Gen. John F. Campbell, the U.S. commander of coalition forces, appears to have interpreted his mandate to directly target Afghan insurgents who pose an immediate threat to coalition troops or are plotting attacks against them. He is not targeting Afghans simply for being part of the insurgency. But one criterion used to determine whether an individual is a danger to the force, a U.S. military official said, is whether the person has in the past been associated with attacks or attempted attacks on U.S. forces - a large group, given that the United States was at war with the Taliban for more than a decade.
Since the start of the year, the rationale of protecting U.S. forces has been readily used by the coalition to justify operations, including in two instances in the past week.
On Saturday, coalition officials announced that a "precision strike resulted in the death of two individuals threatening the force" in the Achin district of eastern Afghanistan.
Two days later, the coalition carried out what it described as another precision strike that killed "eight individuals threatening the force" in Helmand province, in southern Afghanistan. Although the coalition would not say who exactly was killed, Afghan and U.S. officials and tribal elders in Helmand said that the dead included Mullah Abdul Rauf Khadim, a former Taliban commander and Guantanamo Bay detainee who recently pledged allegiance to the Islamic State terrorist group.
In interviews conducted before Rauf's death, Afghan and U.S. officials said they had targeted him and his fighters in multiple night raids since November.
U.S. officials said Rauf's Islamic State affiliation, which they described as little more than symbolic, was ancillary. Rather, they said in recent days, he was being targeted because of intelligence gleaned from the laptop seized in the raid in October.

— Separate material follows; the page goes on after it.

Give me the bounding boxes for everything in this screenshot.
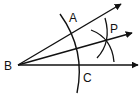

The officials would not discuss the precise nature of the intelligence that led them to target Rauf, or whether there had been a list in the laptop that helped them with targeting specific individuals. They said that revealing the nature of the intelligence could compromise future operations.
Afghan and U.S. officials said the raids over the past few months had been carried out by the elite commandos of the National Directorate of Security, Afghanistan's main spy agency, and members of a mix of U.S. military special operations units, such as Navy SEALs and Army Rangers, and paramilitary officers from the CIA.
The National Directorate of Security said it had killed al-Kuwaiti, the man in the mountain village in October, and claimed credit for seizing the laptop. The CIA, which trains and bankrolls the Afghan spy agency, declined to comment.
Al-Kuwaiti himself may have unintentionally provided some clues about the nature of the intelligence in a eulogy he wrote three years ago for another senior al-Qaida operative, who was killed in a U.S. drone strike in Pakistan.
Writing in Vanguards of Khorasan, an al-Qaida magazine, al-Kuwaiti said he had been a "student" and "comrade" of Atiyah Abd al-Rahman, who, before his death, was described as al-Qaida's general manager, according to The Long War Journal, a website that tracks militants.
In the eulogy, al-Kuwaiti repeatedly noted that he had access to al-Rahman's documents and that he had been informed of the details of numerous operations, including a suicide attack in eastern Afghanistan in 2009 that killed seven CIA officers.
A former U.S. military official said that al-Kuwaiti was believed to have taken on some of al-Rahman's duties within al-Qaida; that he was close with Ayman al-Zawahri, al-Qaida's leader; and that "he would have had a lot of the nuts and bolts about what they were up to in that computer."